(Input for this task)
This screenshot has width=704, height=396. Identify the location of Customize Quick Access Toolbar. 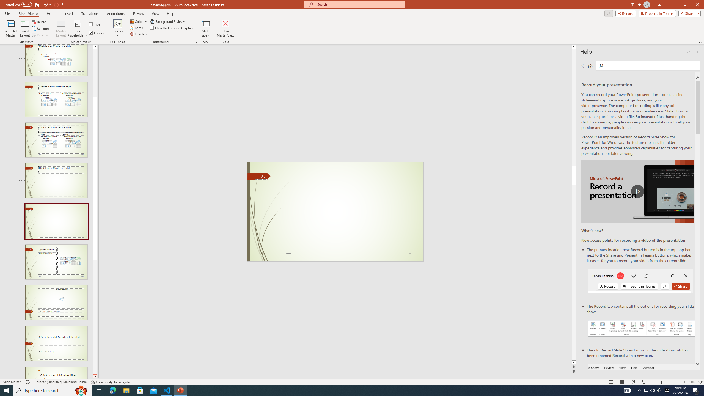
(72, 4).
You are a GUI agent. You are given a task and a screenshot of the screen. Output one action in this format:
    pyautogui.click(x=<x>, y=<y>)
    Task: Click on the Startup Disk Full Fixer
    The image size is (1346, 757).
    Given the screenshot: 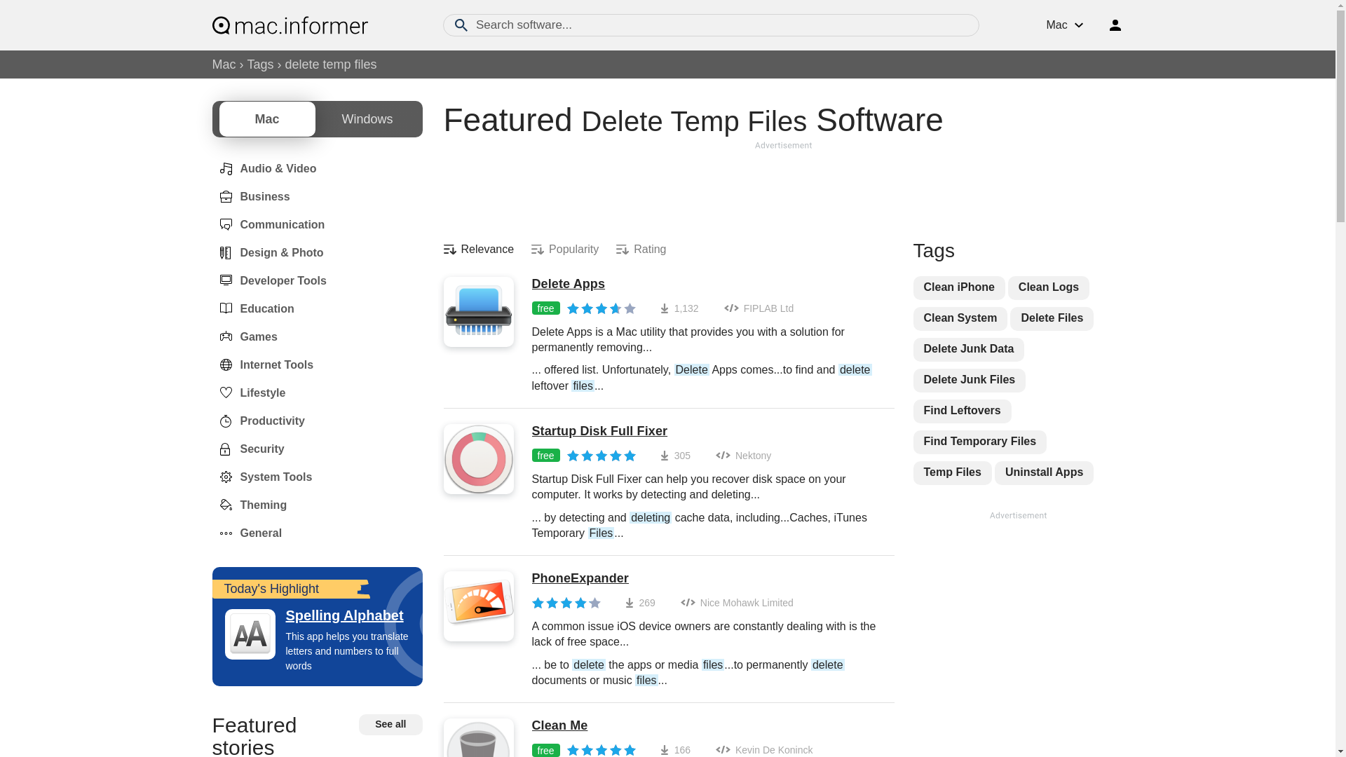 What is the action you would take?
    pyautogui.click(x=705, y=432)
    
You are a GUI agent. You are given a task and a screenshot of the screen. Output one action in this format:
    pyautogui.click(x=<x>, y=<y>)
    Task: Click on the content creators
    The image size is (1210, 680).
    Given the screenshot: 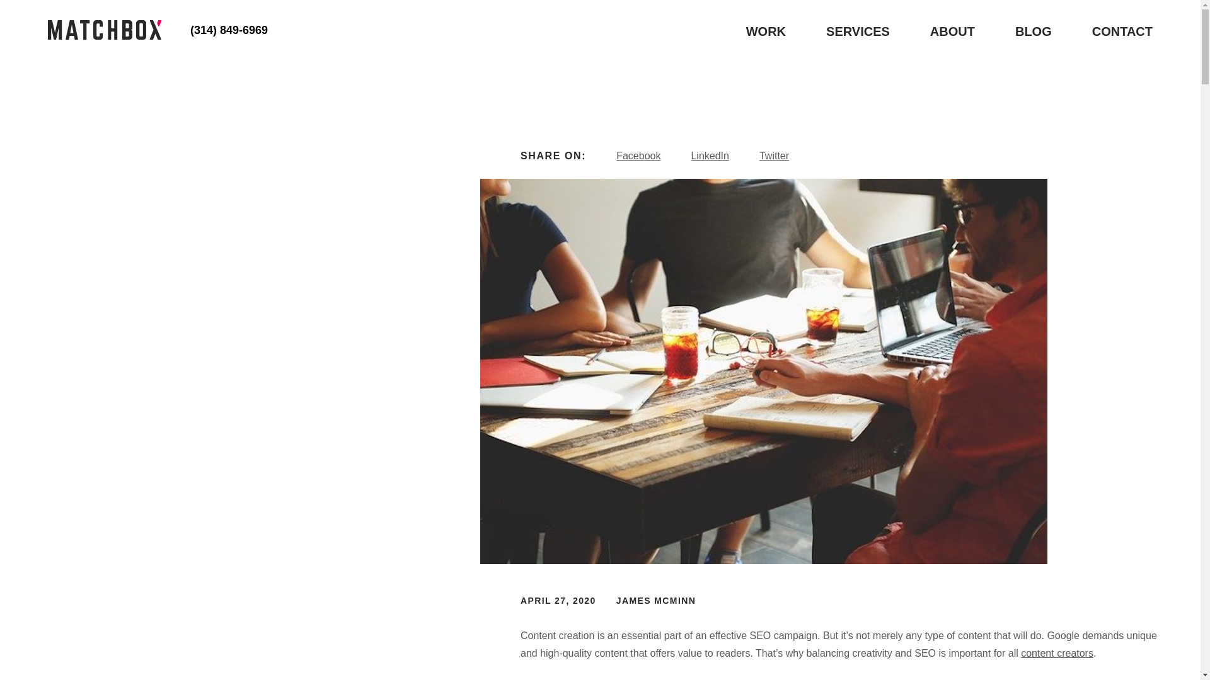 What is the action you would take?
    pyautogui.click(x=1057, y=654)
    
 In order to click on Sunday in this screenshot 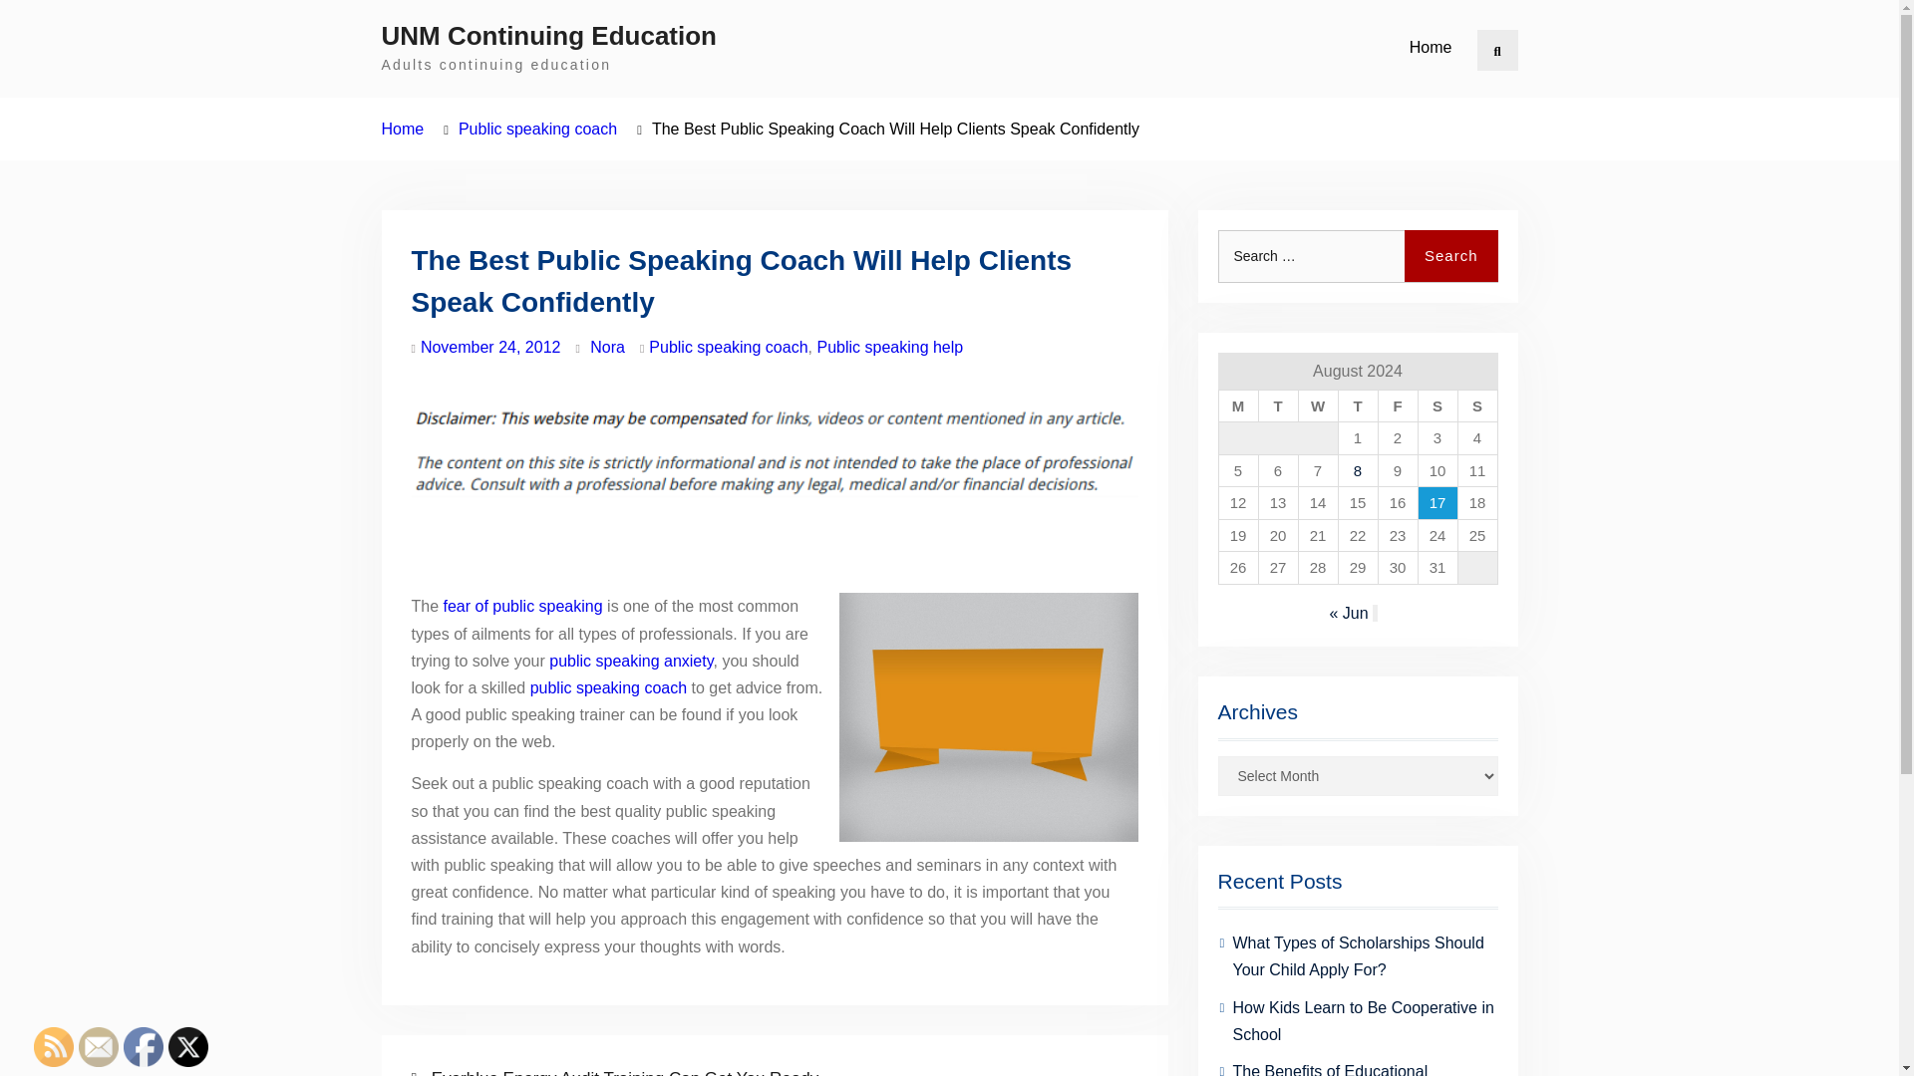, I will do `click(1476, 406)`.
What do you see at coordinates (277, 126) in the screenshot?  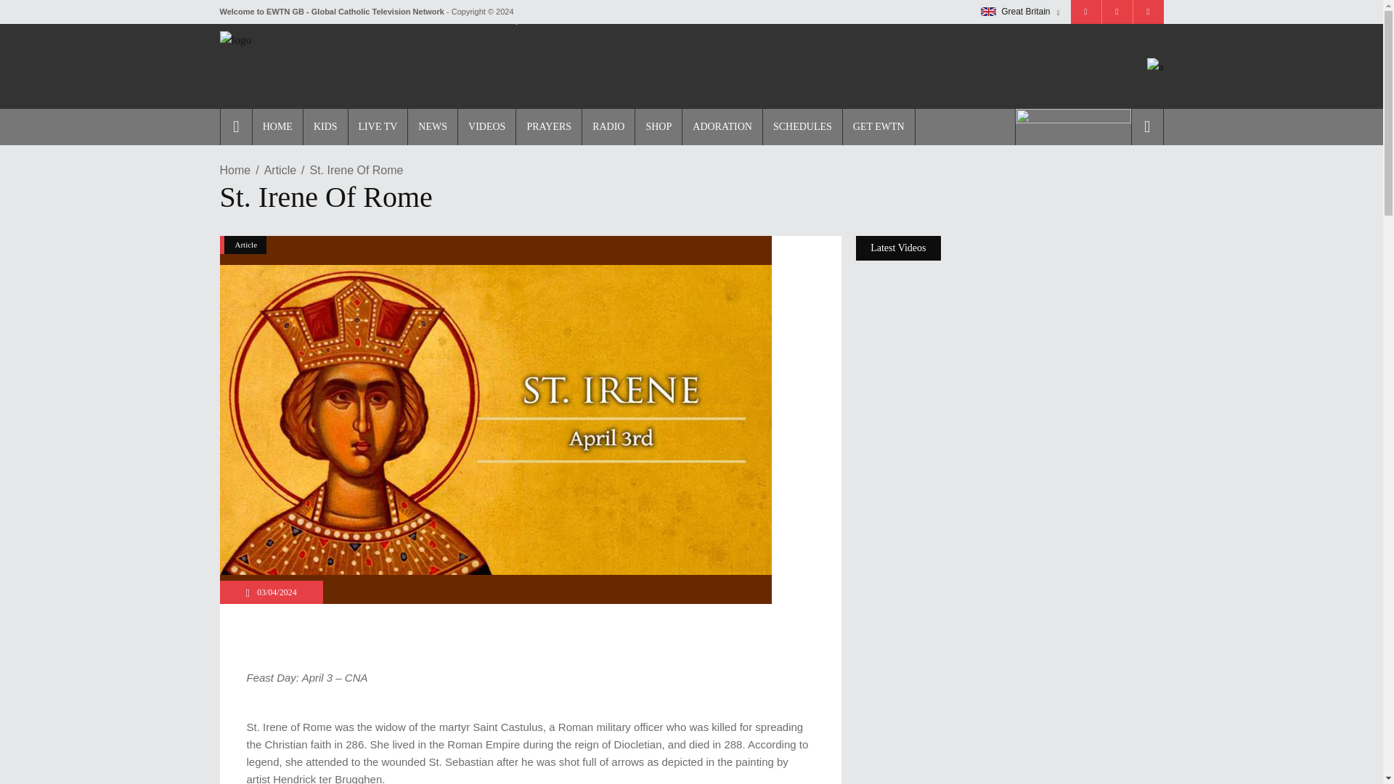 I see `HOME` at bounding box center [277, 126].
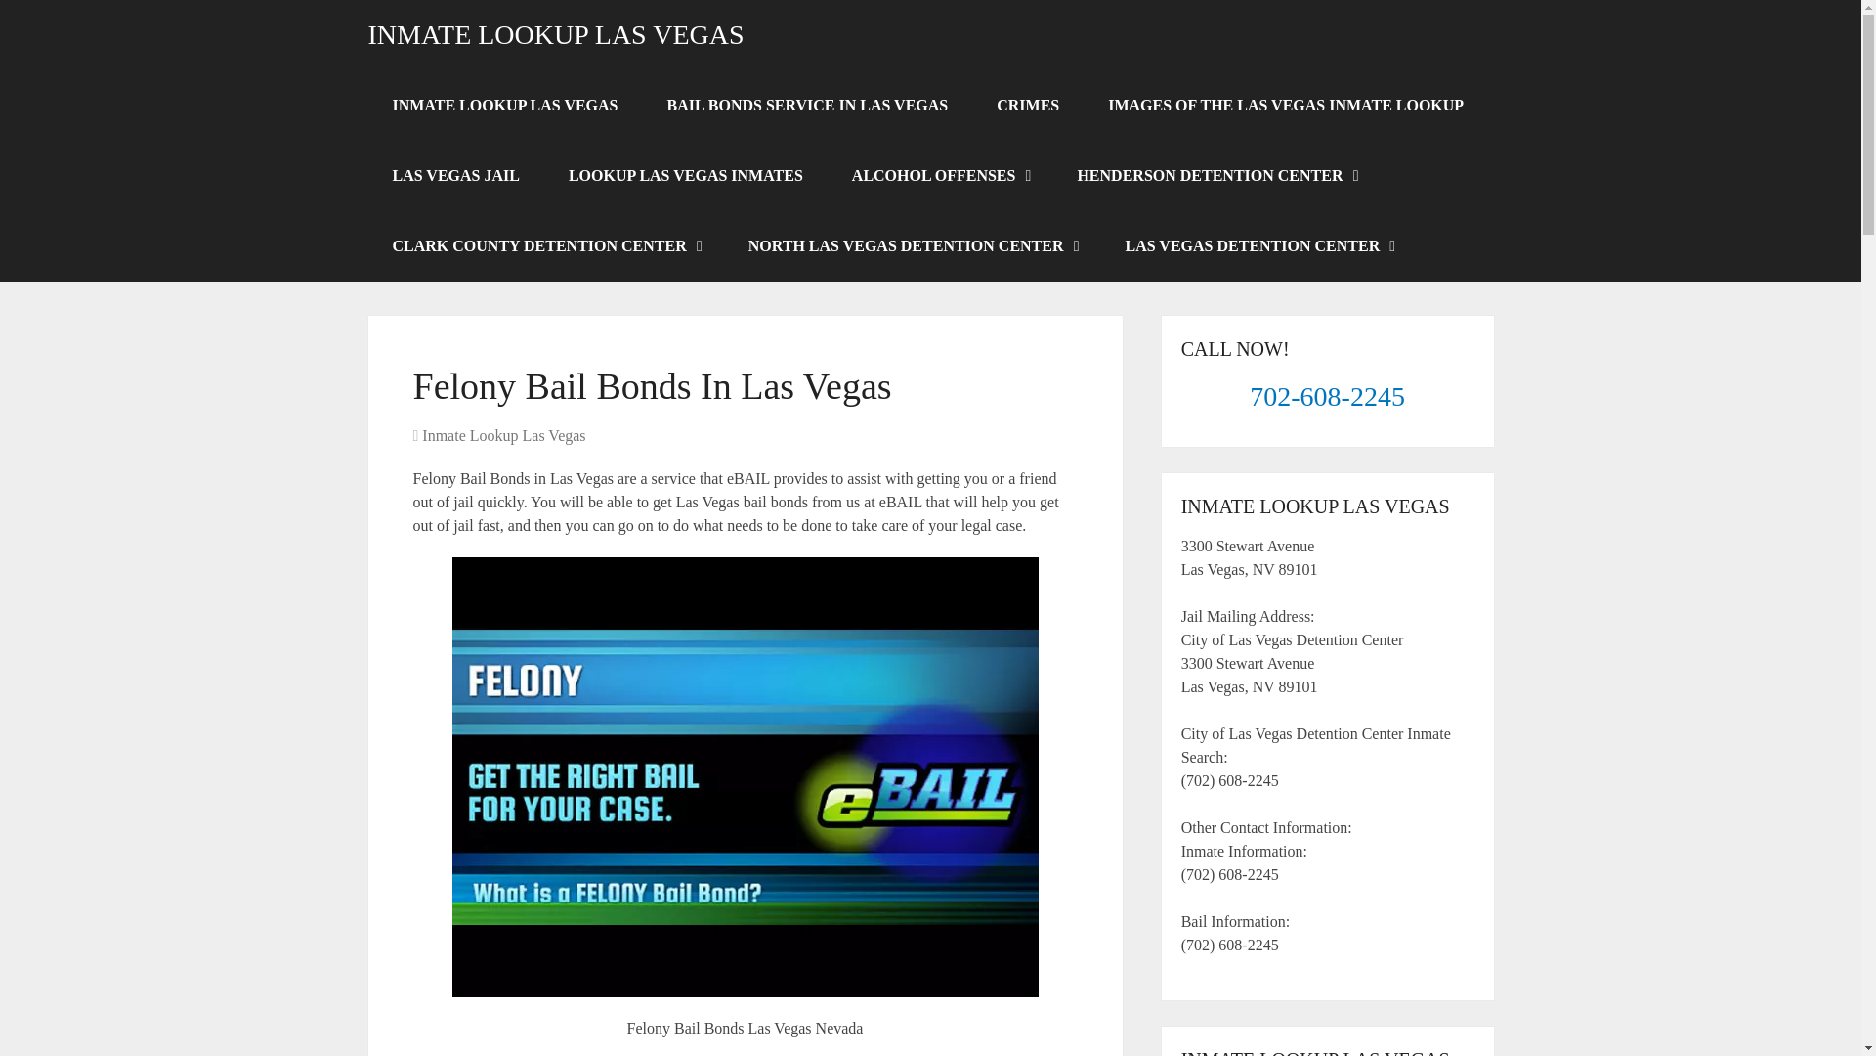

(Exercise description)
Report how many lines in the data above contain "image", without any other words.

(Task solution)
2